Dell smiles when he tells the story, saying the deal was a nice try on Jobs' part, but it wasn't "an economic proposition that made a lot of sense" since he'd have to pay Apple hundreds of millions of dollars in licensing fees even if his PC buyers didn't use the Mac OS. Another problem: Jobs wouldn't guarantee access to the Mac OS three, four or five years later. That could leave Dell customers using Mac OS out of luck as the software evolved.
Still, Dell acknowledges that the deal was a moment in history of what could have been.
"It could have changed the trajectory for Windows and Mac OS on PCs," Dell says. "But obviously, they went in a different direction."
That different direction led to Jobs continuing to evolve the Next-inspired Mac OS and retooling the Mac product line, including adding the candy-colored iMac in mid-1998. In October 2001, Jobs unveiled the iPod music player, followed by the iPhone in January 2007, a move that cemented the company's expansion into the consumer electronics market. Apple Computer Inc. renamed itself Apple Inc. on the day the iPhone was announced. The iPad showed up three years later.
'The archenemy of Apple'
Dell and Jobs sparred over the years but remained friends throughout -- even after Dell gave a quote at an industry conference late in October 1997 that led to him being viewed as what he says is "the archenemy of Apple." At the time, Jobs, only back a few months at Apple, was still trying to get the company on track financially.
Dell was then asked what he'd do to fix Apple if he were its CEO. After fending off the question twice, Dell says he finally answered, in frustration, "What would I do? I'd shut the company down and give the money back to shareholders."
The quote went viral, and Jobs was clearly ticked off.
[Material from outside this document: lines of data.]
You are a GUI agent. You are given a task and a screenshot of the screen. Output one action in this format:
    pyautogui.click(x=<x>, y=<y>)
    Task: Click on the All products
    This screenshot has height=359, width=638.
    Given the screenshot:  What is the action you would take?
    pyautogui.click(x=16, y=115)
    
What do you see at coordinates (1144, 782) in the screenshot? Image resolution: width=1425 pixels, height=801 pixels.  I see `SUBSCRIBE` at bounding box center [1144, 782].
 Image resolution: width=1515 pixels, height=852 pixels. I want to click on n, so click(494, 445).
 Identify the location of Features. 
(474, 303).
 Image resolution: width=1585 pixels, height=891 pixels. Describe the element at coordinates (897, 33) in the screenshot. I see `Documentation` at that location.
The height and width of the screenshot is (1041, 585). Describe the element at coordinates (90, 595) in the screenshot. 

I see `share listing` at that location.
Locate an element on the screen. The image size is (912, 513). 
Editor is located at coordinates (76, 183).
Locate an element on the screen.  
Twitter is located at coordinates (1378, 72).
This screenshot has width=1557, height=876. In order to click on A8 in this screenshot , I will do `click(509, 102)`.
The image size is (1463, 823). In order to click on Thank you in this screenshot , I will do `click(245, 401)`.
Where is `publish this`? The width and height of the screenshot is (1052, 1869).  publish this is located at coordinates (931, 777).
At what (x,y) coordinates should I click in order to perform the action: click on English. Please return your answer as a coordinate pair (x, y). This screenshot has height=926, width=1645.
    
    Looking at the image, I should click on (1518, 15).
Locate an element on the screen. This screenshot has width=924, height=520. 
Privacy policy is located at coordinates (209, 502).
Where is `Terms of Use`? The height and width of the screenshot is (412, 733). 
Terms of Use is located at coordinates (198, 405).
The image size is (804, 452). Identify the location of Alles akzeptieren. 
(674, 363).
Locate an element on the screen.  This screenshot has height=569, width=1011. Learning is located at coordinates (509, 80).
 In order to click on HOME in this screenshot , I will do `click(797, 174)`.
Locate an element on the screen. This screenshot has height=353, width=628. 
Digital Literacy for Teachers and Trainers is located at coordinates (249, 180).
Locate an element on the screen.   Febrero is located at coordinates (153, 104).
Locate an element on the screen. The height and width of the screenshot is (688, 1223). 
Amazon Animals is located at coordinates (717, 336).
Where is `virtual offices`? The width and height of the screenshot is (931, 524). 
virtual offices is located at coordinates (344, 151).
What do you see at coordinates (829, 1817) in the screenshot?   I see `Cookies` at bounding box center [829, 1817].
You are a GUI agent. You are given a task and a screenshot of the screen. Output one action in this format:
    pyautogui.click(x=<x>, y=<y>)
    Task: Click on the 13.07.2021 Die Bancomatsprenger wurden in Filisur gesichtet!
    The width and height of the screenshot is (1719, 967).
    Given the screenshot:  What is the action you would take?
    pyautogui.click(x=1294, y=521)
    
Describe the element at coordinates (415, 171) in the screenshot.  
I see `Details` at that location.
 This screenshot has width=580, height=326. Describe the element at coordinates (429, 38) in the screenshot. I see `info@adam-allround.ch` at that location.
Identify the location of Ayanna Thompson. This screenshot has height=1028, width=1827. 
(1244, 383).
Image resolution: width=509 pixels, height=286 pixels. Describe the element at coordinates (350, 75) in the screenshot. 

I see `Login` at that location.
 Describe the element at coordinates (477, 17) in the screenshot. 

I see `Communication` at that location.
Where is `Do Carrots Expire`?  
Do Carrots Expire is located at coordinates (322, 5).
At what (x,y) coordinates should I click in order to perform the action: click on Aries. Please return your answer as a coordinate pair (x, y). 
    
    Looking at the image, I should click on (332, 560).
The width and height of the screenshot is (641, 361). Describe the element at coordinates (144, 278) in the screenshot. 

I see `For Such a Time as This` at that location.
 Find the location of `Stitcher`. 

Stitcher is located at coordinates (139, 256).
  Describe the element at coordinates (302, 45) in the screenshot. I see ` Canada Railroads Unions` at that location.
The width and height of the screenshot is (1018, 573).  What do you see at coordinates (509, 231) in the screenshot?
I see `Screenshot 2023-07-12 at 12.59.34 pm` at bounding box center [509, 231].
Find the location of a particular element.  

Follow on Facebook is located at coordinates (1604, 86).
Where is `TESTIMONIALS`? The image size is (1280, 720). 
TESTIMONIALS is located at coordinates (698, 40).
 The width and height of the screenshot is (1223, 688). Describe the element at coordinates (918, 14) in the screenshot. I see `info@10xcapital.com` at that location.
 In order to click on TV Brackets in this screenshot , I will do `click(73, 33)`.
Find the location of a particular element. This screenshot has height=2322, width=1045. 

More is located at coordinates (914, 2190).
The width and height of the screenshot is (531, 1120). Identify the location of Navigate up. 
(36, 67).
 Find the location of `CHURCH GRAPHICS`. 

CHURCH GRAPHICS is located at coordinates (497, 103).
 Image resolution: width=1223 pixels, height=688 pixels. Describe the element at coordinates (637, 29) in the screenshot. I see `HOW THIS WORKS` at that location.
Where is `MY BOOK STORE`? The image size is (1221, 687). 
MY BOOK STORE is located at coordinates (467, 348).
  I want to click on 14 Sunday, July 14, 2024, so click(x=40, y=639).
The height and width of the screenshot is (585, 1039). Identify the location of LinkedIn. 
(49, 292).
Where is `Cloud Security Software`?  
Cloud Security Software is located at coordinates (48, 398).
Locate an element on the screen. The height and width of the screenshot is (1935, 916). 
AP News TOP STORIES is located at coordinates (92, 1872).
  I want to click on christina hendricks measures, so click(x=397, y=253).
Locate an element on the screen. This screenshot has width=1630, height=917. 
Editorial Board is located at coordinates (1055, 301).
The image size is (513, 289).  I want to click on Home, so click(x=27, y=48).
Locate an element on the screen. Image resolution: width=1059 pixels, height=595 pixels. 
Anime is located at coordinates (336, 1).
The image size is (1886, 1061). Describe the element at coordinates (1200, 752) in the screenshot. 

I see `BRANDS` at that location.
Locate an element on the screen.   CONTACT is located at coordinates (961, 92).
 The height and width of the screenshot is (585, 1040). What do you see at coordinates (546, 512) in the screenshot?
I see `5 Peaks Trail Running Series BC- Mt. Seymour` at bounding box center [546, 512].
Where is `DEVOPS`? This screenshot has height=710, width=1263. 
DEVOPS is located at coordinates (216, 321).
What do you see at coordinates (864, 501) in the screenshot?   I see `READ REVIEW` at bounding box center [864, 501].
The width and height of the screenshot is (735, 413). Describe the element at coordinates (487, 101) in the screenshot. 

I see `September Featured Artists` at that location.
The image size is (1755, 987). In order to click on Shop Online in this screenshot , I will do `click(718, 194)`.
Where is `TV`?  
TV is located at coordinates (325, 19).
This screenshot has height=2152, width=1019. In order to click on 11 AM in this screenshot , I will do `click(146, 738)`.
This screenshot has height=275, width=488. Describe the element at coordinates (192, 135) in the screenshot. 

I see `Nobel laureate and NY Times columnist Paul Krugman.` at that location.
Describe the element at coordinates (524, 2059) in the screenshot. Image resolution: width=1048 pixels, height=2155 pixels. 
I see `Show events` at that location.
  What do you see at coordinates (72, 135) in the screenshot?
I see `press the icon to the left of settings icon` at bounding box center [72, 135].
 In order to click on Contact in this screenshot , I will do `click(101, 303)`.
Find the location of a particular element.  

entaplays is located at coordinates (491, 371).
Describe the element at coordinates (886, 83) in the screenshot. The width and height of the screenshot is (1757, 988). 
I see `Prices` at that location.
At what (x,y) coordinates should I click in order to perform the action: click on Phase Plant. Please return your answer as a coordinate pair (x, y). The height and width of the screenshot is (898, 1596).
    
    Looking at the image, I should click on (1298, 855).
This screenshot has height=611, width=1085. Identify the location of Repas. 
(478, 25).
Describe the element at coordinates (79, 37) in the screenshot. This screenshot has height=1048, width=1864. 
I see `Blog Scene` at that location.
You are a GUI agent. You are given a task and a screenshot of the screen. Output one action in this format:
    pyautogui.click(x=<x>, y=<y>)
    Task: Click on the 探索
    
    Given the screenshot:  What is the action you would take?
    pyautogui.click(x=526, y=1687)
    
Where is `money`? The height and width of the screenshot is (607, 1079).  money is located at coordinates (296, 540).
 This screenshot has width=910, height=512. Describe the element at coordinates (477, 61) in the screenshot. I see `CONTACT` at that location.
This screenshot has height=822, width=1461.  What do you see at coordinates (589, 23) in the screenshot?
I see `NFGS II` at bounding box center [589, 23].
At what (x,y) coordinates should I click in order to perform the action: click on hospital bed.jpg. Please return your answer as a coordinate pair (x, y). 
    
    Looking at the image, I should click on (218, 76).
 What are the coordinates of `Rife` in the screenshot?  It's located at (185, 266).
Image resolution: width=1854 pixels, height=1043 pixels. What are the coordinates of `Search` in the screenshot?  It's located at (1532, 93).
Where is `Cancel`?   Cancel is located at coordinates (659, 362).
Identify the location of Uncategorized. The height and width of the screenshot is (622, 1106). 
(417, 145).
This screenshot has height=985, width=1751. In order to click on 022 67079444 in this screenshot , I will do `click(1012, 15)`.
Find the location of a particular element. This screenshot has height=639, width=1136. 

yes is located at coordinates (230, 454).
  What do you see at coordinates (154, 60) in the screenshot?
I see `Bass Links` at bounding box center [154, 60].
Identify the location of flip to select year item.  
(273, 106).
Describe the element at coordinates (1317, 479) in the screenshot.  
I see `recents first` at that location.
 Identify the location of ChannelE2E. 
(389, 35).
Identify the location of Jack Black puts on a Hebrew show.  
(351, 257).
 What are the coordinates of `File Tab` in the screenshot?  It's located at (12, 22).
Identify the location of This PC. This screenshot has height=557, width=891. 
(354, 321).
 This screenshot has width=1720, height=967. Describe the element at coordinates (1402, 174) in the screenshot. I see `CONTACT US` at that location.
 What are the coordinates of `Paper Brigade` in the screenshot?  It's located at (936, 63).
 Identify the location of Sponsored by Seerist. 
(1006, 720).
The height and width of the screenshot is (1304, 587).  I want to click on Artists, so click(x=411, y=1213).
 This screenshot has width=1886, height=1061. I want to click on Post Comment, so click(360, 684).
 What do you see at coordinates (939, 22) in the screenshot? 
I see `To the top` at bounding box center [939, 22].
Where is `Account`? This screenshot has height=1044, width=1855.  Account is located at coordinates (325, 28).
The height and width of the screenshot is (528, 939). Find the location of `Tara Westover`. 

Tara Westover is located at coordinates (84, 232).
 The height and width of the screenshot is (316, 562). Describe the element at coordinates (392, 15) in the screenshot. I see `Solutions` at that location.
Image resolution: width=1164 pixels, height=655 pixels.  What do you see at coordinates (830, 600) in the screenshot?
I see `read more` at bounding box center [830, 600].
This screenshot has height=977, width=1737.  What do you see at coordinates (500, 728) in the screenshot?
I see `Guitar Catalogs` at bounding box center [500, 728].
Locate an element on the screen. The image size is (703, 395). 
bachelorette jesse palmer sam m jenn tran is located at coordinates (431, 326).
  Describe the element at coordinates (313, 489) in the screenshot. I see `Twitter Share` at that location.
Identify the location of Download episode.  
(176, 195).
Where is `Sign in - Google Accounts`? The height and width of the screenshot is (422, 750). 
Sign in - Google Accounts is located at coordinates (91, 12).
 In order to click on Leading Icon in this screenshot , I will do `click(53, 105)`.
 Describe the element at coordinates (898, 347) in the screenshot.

Dell says he contacted Jobs and explained the context of what he acknowledges today was an "unprofessional" comment. "He understood and wasn't too bothered by it."
But a few weeks later, Jobs did use the quote to help motivate his team, Dell says. Jobs hosted a company event to pitch Apple's new build-to-order manufacturing and distribution system and online store. He projected a large photo of Dell on the screen behind him, eliciting boos from Apple employees. Dell says that at the gathering, Jobs took a jab at his expense, telling his team that Dell was basically jealous of Apple's efforts, given that Dell had pioneered build-to-order.
"I probably would've done much the same thing if I was in his position," Dell tells me, adding this addendum to the story in Play Nice But Win: "When the company you started is fighting for its life, you do whatever it takes."
Even so, the Apple-Dell rivalry, real or imagined, didn't get in the way of their friendship, Dell tells me, commenting on Jobs' legacy. "We need dreamers and idealists -- people that have an unbelievable and difficult vision for how the future comes together -- to drive things."